I feel like I've had this strain a lot, but looking back over the years of reviews, it's only come up a few times. The cross of NL#5 and B.O.G.'s Bubble had a rich skunkiness on top of a sweet bubblegum smell out of the jar that kept my attention even as I looked through the rest of Firehouse's collection. At home, the strain burned smooth and clean to a white ash, with a thick and flavorful smoke that boasted coffee, soil and a hint of raspberry/cherry-bubblegum flavors. The buzz was mellow and easy, perfect for toking in the morning for nausea without leaving me so stoned that I'd have been useless for the day. It also kick-started my appetite like an old British motorcycle, revving it up to full bore within ten minutes of finishing my last hit. At $35 an eighth, the Bogglegum fell in the middle of the price range for the shop -- which wasn't bad, considering tax is included.

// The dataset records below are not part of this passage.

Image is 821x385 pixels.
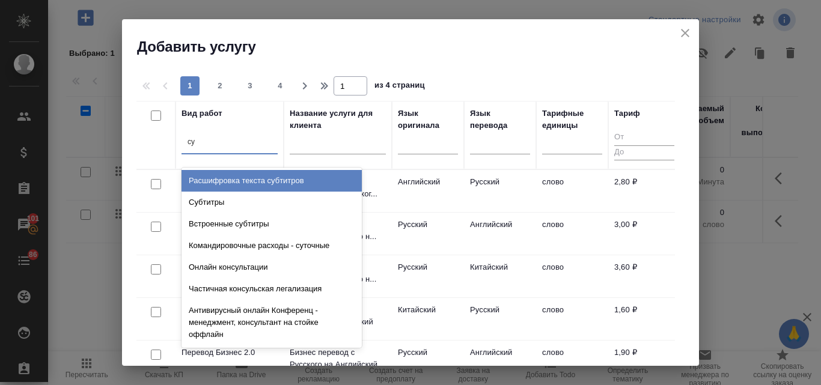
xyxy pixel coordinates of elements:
input: От [615,130,675,146]
td: слово [536,298,609,340]
div: Субтитры [182,192,362,213]
span: 3 [241,80,260,92]
td: Английский [392,170,464,212]
div: Онлайн консультации [182,257,362,278]
td: Русский [464,298,536,340]
td: 3,60 ₽ [609,256,681,298]
td: Английский [464,341,536,383]
td: 2,80 ₽ [609,170,681,212]
td: Русский [464,170,536,212]
span: из 4 страниц [375,78,425,96]
td: Китайский [464,256,536,298]
div: Вид работ [182,108,222,120]
input: До [615,146,675,161]
div: Язык перевода [470,108,530,132]
p: Бизнес перевод c Русского на Английский [290,347,386,371]
div: Частичная консульская легализация [182,278,362,300]
button: 3 [241,76,260,96]
td: слово [536,170,609,212]
div: Встроенные субтитры [182,213,362,235]
div: Тариф [615,108,640,120]
td: 3,00 ₽ [609,213,681,255]
td: слово [536,213,609,255]
td: Русский [392,256,464,298]
td: Русский [392,341,464,383]
h2: Добавить услугу [137,37,699,57]
button: 4 [271,76,290,96]
td: 1,90 ₽ [609,341,681,383]
span: 4 [271,80,290,92]
div: Язык оригинала [398,108,458,132]
p: Перевод Бизнес 2.0 [182,347,278,359]
button: 2 [210,76,230,96]
div: Командировочные расходы - суточные [182,235,362,257]
span: 2 [210,80,230,92]
td: Русский [392,213,464,255]
td: 1,60 ₽ [609,298,681,340]
td: Английский [464,213,536,255]
td: слово [536,256,609,298]
div: Антивирусный онлайн Конференц - менеджмент, консультант на стойке оффлайн [182,300,362,346]
button: close [677,24,695,42]
td: Китайский [392,298,464,340]
div: Конференц - менеджмент, консультант на стойке оффлайн «Ивент» [182,346,362,379]
div: Расшифровка текста субтитров [182,170,362,192]
div: Тарифные единицы [542,108,603,132]
td: слово [536,341,609,383]
div: Название услуги для клиента [290,108,386,132]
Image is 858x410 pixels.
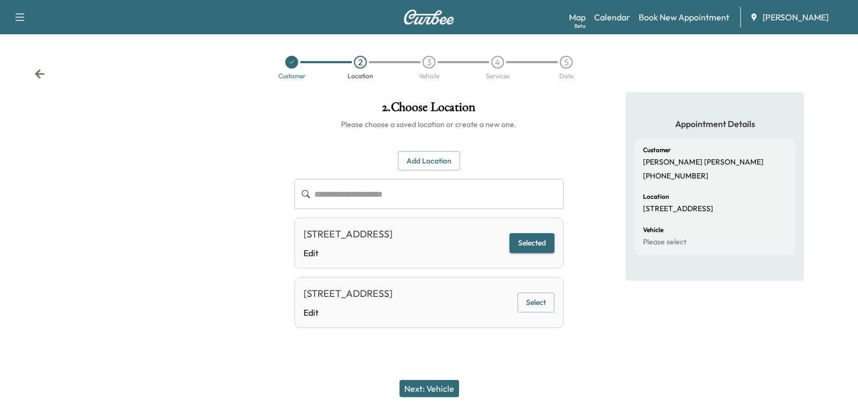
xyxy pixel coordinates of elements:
[634,118,795,130] h5: Appointment Details
[639,11,729,24] a: Book New Appointment
[509,233,555,253] button: Selected
[354,56,367,69] div: 2
[643,158,764,167] p: [PERSON_NAME] [PERSON_NAME]
[560,56,573,69] div: 5
[398,151,460,171] button: Add Location
[518,293,555,313] button: Select
[643,194,669,200] h6: Location
[348,73,373,79] div: Location
[486,73,509,79] div: Services
[423,56,435,69] div: 3
[643,238,686,247] p: Please select
[304,306,393,319] a: Edit
[403,10,455,25] img: Curbee Logo
[559,73,573,79] div: Date
[569,11,586,24] a: MapBeta
[278,73,306,79] div: Customer
[419,73,439,79] div: Vehicle
[594,11,630,24] a: Calendar
[643,204,713,214] p: [STREET_ADDRESS]
[400,380,459,397] button: Next: Vehicle
[294,119,563,130] h6: Please choose a saved location or create a new one.
[643,227,663,233] h6: Vehicle
[643,147,671,153] h6: Customer
[304,227,393,242] div: [STREET_ADDRESS]
[763,11,829,24] span: [PERSON_NAME]
[643,172,708,181] p: [PHONE_NUMBER]
[491,56,504,69] div: 4
[34,69,45,79] div: Back
[304,286,393,301] div: [STREET_ADDRESS]
[574,22,586,30] div: Beta
[304,247,393,260] a: Edit
[294,101,563,119] h1: 2 . Choose Location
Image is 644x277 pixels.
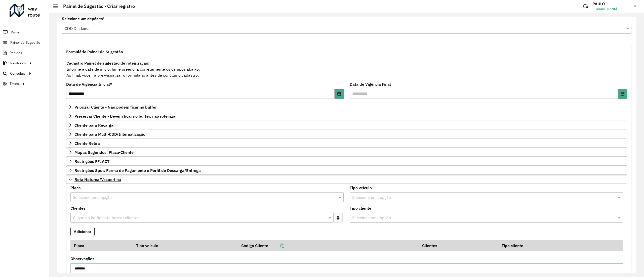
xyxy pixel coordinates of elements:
[74,132,145,136] span: Cliente para Multi-CDD/Internalização
[10,50,22,55] span: Pedidos
[350,205,371,211] label: Tipo cliente
[74,150,133,154] span: Mapas Sugeridos: Placa-Cliente
[335,89,344,99] button: Choose Date
[70,255,94,261] label: Observações
[66,81,112,87] label: Data de Vigência Inicial
[592,1,630,6] h3: PAULO
[74,105,157,109] span: Priorizar Cliente - Não podem ficar no buffer
[70,226,95,236] button: Adicionar
[238,240,419,251] th: Código Cliente
[268,243,284,248] a: Copiar
[66,139,627,147] a: Cliente Retira
[133,240,238,251] th: Tipo veículo
[10,71,25,76] span: Consultas
[350,185,372,190] label: Tipo veículo
[580,1,591,12] a: Contato Rápido
[618,89,627,99] button: Choose Date
[66,60,149,66] strong: Cadastro Painel de sugestão de roteirização:
[66,121,627,129] a: Cliente para Recarga
[592,7,630,11] span: [PERSON_NAME]
[58,4,135,9] h2: Painel de Sugestão - Criar registro
[66,130,627,138] a: Cliente para Multi-CDD/Internalização
[66,157,627,166] a: Restrições FF: ACT
[74,123,113,127] span: Cliente para Recarga
[66,112,627,120] a: Preservar Cliente - Devem ficar no buffer, não roteirizar
[74,159,109,163] span: Restrições FF: ACT
[74,168,201,172] span: Restrições Spot: Forma de Pagamento e Perfil de Descarga/Entrega
[66,166,627,174] a: Restrições Spot: Forma de Pagamento e Perfil de Descarga/Entrega
[62,16,104,22] label: Selecione um depósito
[66,148,627,157] a: Mapas Sugeridos: Placa-Cliente
[66,50,123,54] span: Formulário Painel de Sugestão
[74,141,100,145] span: Cliente Retira
[74,178,121,182] span: Rota Noturna/Vespertina
[66,103,627,111] a: Priorizar Cliente - Não podem ficar no buffer
[70,240,133,251] th: Placa
[10,40,40,45] span: Painel de Sugestão
[419,240,498,251] th: Clientes
[70,205,85,211] label: Clientes
[10,60,26,66] span: Relatórios
[74,114,177,118] span: Preservar Cliente - Devem ficar no buffer, não roteirizar
[10,81,19,87] span: Tático
[11,30,20,35] span: Painel
[498,240,601,251] th: Tipo cliente
[66,60,627,79] div: Informe a data de inicio, fim e preencha corretamente os campos abaixo. Ao final, você irá pré-vi...
[621,26,625,32] span: Clear all
[350,81,391,87] label: Data de Vigência Final
[66,175,627,184] a: Rota Noturna/Vespertina
[70,185,81,190] label: Placa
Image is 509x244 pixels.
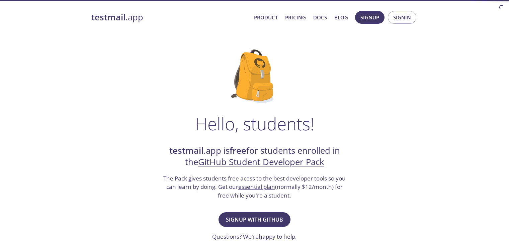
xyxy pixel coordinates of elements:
[163,145,347,168] h2: .app is for students enrolled in the
[388,11,416,24] button: Signin
[259,233,295,240] a: happy to help
[238,183,275,191] a: essential plan
[393,13,411,22] span: Signin
[360,13,379,22] span: Signup
[229,145,246,157] strong: free
[231,50,278,103] img: github-student-backpack.png
[212,232,297,241] h3: Questions? We're .
[195,114,314,134] h1: Hello, students!
[254,13,278,22] a: Product
[169,145,203,157] strong: testmail
[163,174,347,200] h3: The Pack gives students free acess to the best developer tools so you can learn by doing. Get our...
[334,13,348,22] a: Blog
[91,11,125,23] strong: testmail
[226,215,283,224] span: Signup with GitHub
[91,12,249,23] a: testmail.app
[355,11,384,24] button: Signup
[313,13,327,22] a: Docs
[285,13,306,22] a: Pricing
[198,156,324,168] a: GitHub Student Developer Pack
[218,212,290,227] button: Signup with GitHub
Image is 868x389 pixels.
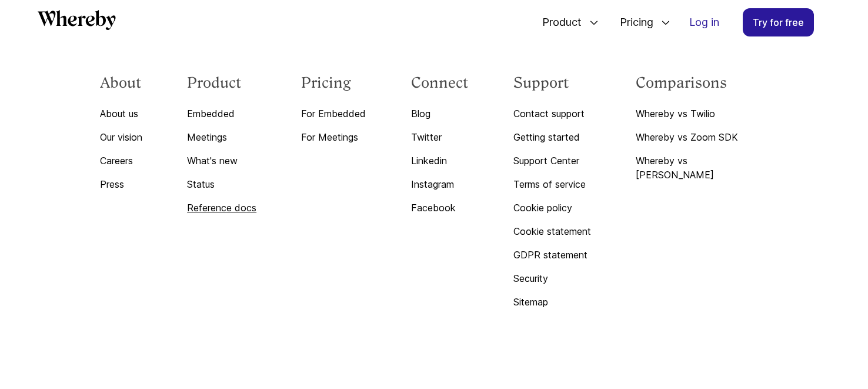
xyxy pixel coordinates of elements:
a: Instagram [411,177,469,191]
h3: Pricing [301,74,366,92]
a: Whereby vs [PERSON_NAME] [636,153,768,182]
a: Reference docs [187,200,256,215]
a: For Embedded [301,106,366,121]
a: Getting started [514,130,592,144]
a: Facebook [411,200,469,215]
a: Press [100,177,142,191]
a: Log in [680,9,729,35]
a: Whereby [37,10,116,34]
a: GDPR statement [514,247,592,262]
a: Blog [411,106,469,121]
a: Cookie policy [514,200,592,215]
a: Security [514,271,592,286]
a: What's new [187,153,256,168]
a: Sitemap [514,294,592,309]
span: Pricing [608,3,657,42]
a: Contact support [514,106,592,121]
a: About us [100,106,142,121]
a: For Meetings [301,130,366,144]
a: Whereby vs Twilio [636,106,768,121]
svg: Whereby [37,10,116,30]
h3: Product [187,74,256,92]
a: Careers [100,153,142,168]
a: Whereby vs Zoom SDK [636,130,768,144]
a: Our vision [100,130,142,144]
h3: Support [514,74,592,92]
a: Status [187,177,256,191]
span: Product [530,3,585,42]
h3: Comparisons [636,74,768,92]
a: Meetings [187,130,256,144]
a: Twitter [411,130,469,144]
h3: About [100,74,142,92]
a: Try for free [743,9,814,36]
a: Terms of service [514,177,592,191]
a: Support Center [514,153,592,168]
a: Embedded [187,106,256,121]
a: Cookie statement [514,224,592,238]
a: Linkedin [411,153,469,168]
h3: Connect [411,74,469,92]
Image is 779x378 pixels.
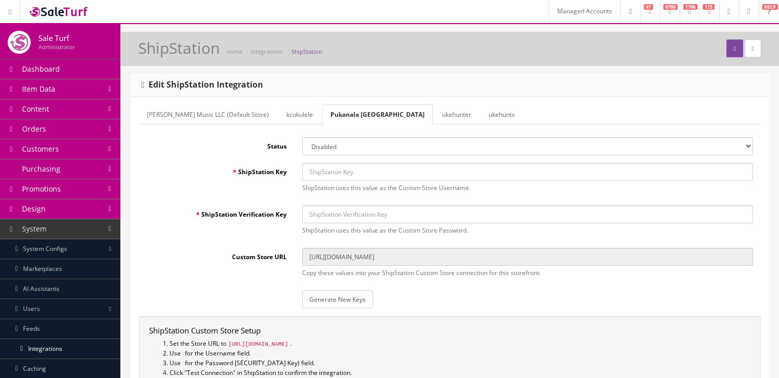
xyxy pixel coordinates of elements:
a: ShipStation [291,48,322,55]
span: Content [22,104,49,114]
span: Orders [22,124,46,134]
label: Status [139,137,295,151]
input: ShipStation Key [302,163,753,181]
label: ShipStation Verification Key [139,205,295,219]
li: Set the Store URL to . [170,339,750,349]
span: Dashboard [22,64,60,74]
span: System [22,224,47,234]
span: Design [22,204,46,214]
h1: ShipStation [138,39,220,56]
a: Integrations [250,48,283,55]
span: 47 [644,4,653,10]
h4: Sale Turf [38,34,75,43]
span: Customers [22,144,59,154]
span: Promotions [22,184,61,194]
h3: Edit ShipStation Integration [141,80,263,90]
code: [URL][DOMAIN_NAME] [226,340,290,348]
a: Generate New Keys [302,290,373,308]
span: Purchasing [22,164,60,174]
img: SaleTurf [28,5,90,18]
a: kcukulele [278,104,321,124]
a: ukehunts [480,104,523,124]
a: [PERSON_NAME] Music LLC (Default Store) [139,104,277,124]
span: 115 [703,4,715,10]
a: ukehunter [434,104,479,124]
label: Custom Store URL [139,248,295,262]
h4: ShipStation Custom Store Setup [149,326,750,335]
p: Copy these values into your ShipStation Custom Store connection for this storefront. [302,268,753,278]
img: joshlucio05 [8,31,31,54]
li: Click "Test Connection" in ShipStation to confirm the integration. [170,368,750,377]
span: 6786 [663,4,678,10]
span: Item Data [22,84,55,94]
input: ShipStation Verification Key [302,205,753,223]
label: ShipStation Key [139,163,295,177]
a: Home [226,48,242,55]
small: Administrator [38,43,75,51]
p: ShipStation uses this value as the Custom Store Password. [302,226,753,235]
a: Pukanala [GEOGRAPHIC_DATA] [322,104,433,124]
p: ShipStation uses this value as the Custom Store Username. [302,183,753,193]
span: 1796 [683,4,698,10]
span: HELP [762,4,778,10]
li: Use for the Password [SECURITY_DATA] Key) field. [170,359,750,368]
li: Use for the Username field. [170,349,750,359]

In fact, all of the store's pricing was reasonable, with house strains mostly on the middle shelf; a few sold for $25 an eighth and $200 an ounce. The only buds on the top shelf weren't even grown by Firehouse. The shop had wholesaled some buds from Pink House's grow, including some stinky OGs, but I didn't give them too much of a glance, because they sell for less at an actual Pink House dispensary.

Instead, I spent my time looking at decent examples of Alien OG, a crystal-coated Flo and a lavender-rich Blue Dream. The White was another strain covered in trichomes and rich in smell. But I eventually brought home an eighth of Girl Scout Cookies. It consisted of two large, round and dense golden-green nuggets that dropped kief like powdered sugar from a cookie when I handled them. The buds had a brown sugary-sweet smell to them broken up, mixed with a light, soily-diesel-fume aroma. The sugary flavor wasn't all there, and I didn't get the full Cookies experience, but it did burn down to a clean ash and left a mildly skunky diesel-sweet aftertaste that lingered for a half-hour after puffing. Potency was great, though, and a bowlful was enough to send me to the moon in the evenings after dinner. A very spacey, buzzy high followed that flipped my internal switch from grumpy and tired to smiley and instantly content. It wasn't the best for pain relief, but it was the perfect après-ski companion on Monday to help me forget about sore knees and thighs after ripping up a foot of fresh snow at Winter Park. At $35 an eighth, it was fairly priced, but it would have to be better cured to inspire me to head back for more anytime soon.

Not that I would be going that way for a while -- not unless I'm in the mood for some masochistic punishment by bumper-to-bumper traffic. Until the bridgework is done, your best bet if you want to check out Firehouse is to head up to the north location at 44th and Zenobia.